By Tim Hakki
8 min read
Illustration by Mitchell Preffer for Decrypt
It was the market’s sixth consecutive weekly decline, but on Crypto Twitter, the industry’s eyes were pinned on UST’s historic depegging.
Terra’s dollar-pegged algorithmic stablecoin collapsed, bottoming out at $.13 on Friday, causing a domino effect where the price of LUNA nosedived to virtually zero as people rushed to exit UST by redeeming it for LUNA, which is currently worth a fraction of a cent as UST trades at $.17.
There are many questions, grievances, proposals, and conspiracy theories as to what exactly happened, but let’s first rewind and recall Terra CEO Do Kwon’s immense hubris.
Last week, he literally said this would never happen.
In March, he threatened to personally crush his rivals in the algorithmic stablecoin market.
But this week, Kwon’s pride, like his projects, came crashing down. Guess the Earth became a bit unstable?
UST began seriously depegging on Monday when it hit an intraday low of 79 cents. Do Kwon reassured followers he was doing everything he could to throw money at the situation.
He also tweeted vague murmurs of a “recovery plan.”
By Wednesday, you’d be forgiven for thinking the Kwon had everything under control.
An hour later, he conceded the defeat in a lengthy thread.
By Friday, he personally hammered the last nail in UST’s coffin.
Nic Carter, a blockchain journalist and general partner at the crypto-centred Castle Island Ventures investment firm pointed out the irony of Terra’s collapse.
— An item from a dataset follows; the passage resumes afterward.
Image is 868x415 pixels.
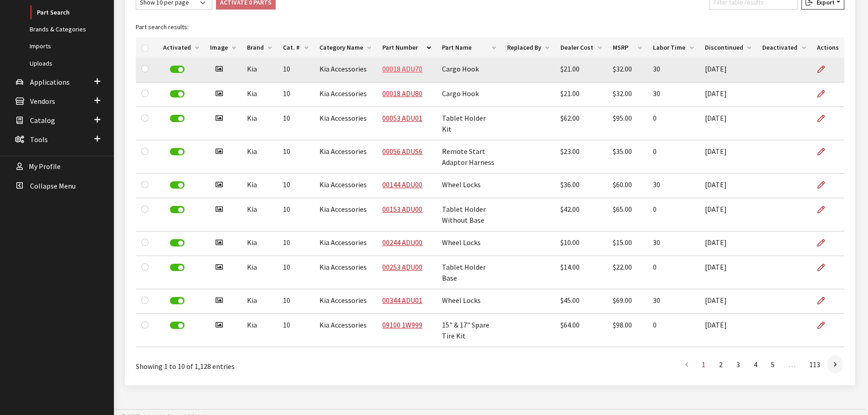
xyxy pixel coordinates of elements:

Do Kwon may believe that “decentralized economies deserve decentralized money,” but would a truly decentralized currency let its creator take measures like this?
By Tuesday, Bloomberg crypto journalist Muyao Shen had decided she couldn’t absorb any more Terra conspiracy theories.
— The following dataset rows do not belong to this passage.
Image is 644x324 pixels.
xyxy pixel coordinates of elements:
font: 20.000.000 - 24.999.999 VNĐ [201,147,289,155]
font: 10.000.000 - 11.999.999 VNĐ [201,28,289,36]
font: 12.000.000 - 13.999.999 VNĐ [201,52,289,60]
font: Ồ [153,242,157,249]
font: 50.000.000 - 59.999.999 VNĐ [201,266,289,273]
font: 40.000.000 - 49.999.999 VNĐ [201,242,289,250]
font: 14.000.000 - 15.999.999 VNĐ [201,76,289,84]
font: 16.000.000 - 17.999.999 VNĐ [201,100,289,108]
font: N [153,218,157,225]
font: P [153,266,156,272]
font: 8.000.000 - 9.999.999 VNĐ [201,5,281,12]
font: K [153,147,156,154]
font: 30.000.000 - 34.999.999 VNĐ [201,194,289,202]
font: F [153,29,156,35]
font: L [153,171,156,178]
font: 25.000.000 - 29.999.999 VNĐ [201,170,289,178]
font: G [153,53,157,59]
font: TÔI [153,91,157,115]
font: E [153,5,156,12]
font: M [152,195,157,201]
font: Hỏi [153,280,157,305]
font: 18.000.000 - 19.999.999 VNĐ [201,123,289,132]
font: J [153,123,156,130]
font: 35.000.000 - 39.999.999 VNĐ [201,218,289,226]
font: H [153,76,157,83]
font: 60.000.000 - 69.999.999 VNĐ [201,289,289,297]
FTX co-founder and CEO Sam Bankman-Fried stressed that UST’s depeg was not a big enough surprise to merit any wild conclusions.
TRON CEO Justin Sun, who also recently issued an algorithmic stablecoin similar to Terra's, decided he was going to show his support to Do Kwon, his main inspiration.
It’s worth noting that the similarities between Sun and Kwon go beyond having common stablecoin ideas, or the fact that at one point both CEOs wanted to invest in $10 billion Bitcoin reserves for their stablecoins. Even when it was worth a dollar, virtually the only purpose of holding Terra’s UST was to lock it up in DeFi protocol Anchor, which promised stakers 20% returns. This week, Tron promised returns of up to 30% for staking its own newly issued USDD stablecoin on lending protocol JustLend.
At the height of LUNA’s collapse, Sun started FUDding his own creation.
But Justin Sun has little reason to fear. While TRX is currently down 23% from last week—a normal dip for a leading project—LUNA is down ... more than 99%.
Binance CEO Changpeng Zhao said he was “very disappointed” with Terra's handling of the situation, and said the Terra team stood “in sharp contrast to Axie Infinity, where the team took accountability, had a plan, and were communicating with us proactively.”
It should be noted that CZ’s own “handling” of the situation involved delisting all LUNA trading pairs before resuming LUNA trades again exclusively against BUSD, Binance’s dollar-pegged stablecoin. Binance also originally had a limit that stopped UST trades if the price dropped below 70 cents, but by Tuesday the exchange had removed this safeguard. Because profits.
Finally, Cardano creator and Ethereum co-founder Charles Hoskinson had a brief and catty exchange with Do Kwon.
There were accusations that the crash was the result of foul play by attackers with insider knowledge. Crypto enthusiast @napgener blamed Citadel, accusing the American hedge fund giant of borrowing 100,000 Bitcoins, trading it for UST and then dumping that UST to wipe out the market.
Other variations on this theory implicated asset management giant BlackRock in the plot, along with crypto exchange Gemini. Both BlackRock and Citadel denied the accusations in emails to Forbes. Gemini denied the accusation in a tweet that same day.
At least one blockchain developer said there was never any foul play.
Meanwhile, security researcher Eric Tung memed the LUNAtic coping theories.
That said, blockchain sleuth Onchain Wizard posted a remarkably popular theory of his own, suggesting that the depegging actually may have been an attack.
It’s interesting that he references Soros’s 1992 bet against the Bank of England. Last year, a tweeter called @FreddieRaynolds warned that Terra was susceptible to a “Soros style” attack. At the time, Do Kwon dismissed that thread as “Probably the most retarded thread I’ve read this decade.”
But what most people can agree on is that two huge Terra projects failed spectacularly. And although we know broadly what fueled the death spiral, many questions remain.
Editor's note: This post has been updated to correct "$100,000 in Bitcoin" to "100,000 Bitcoins" in the paragraph that refers to a tweet from @napgener.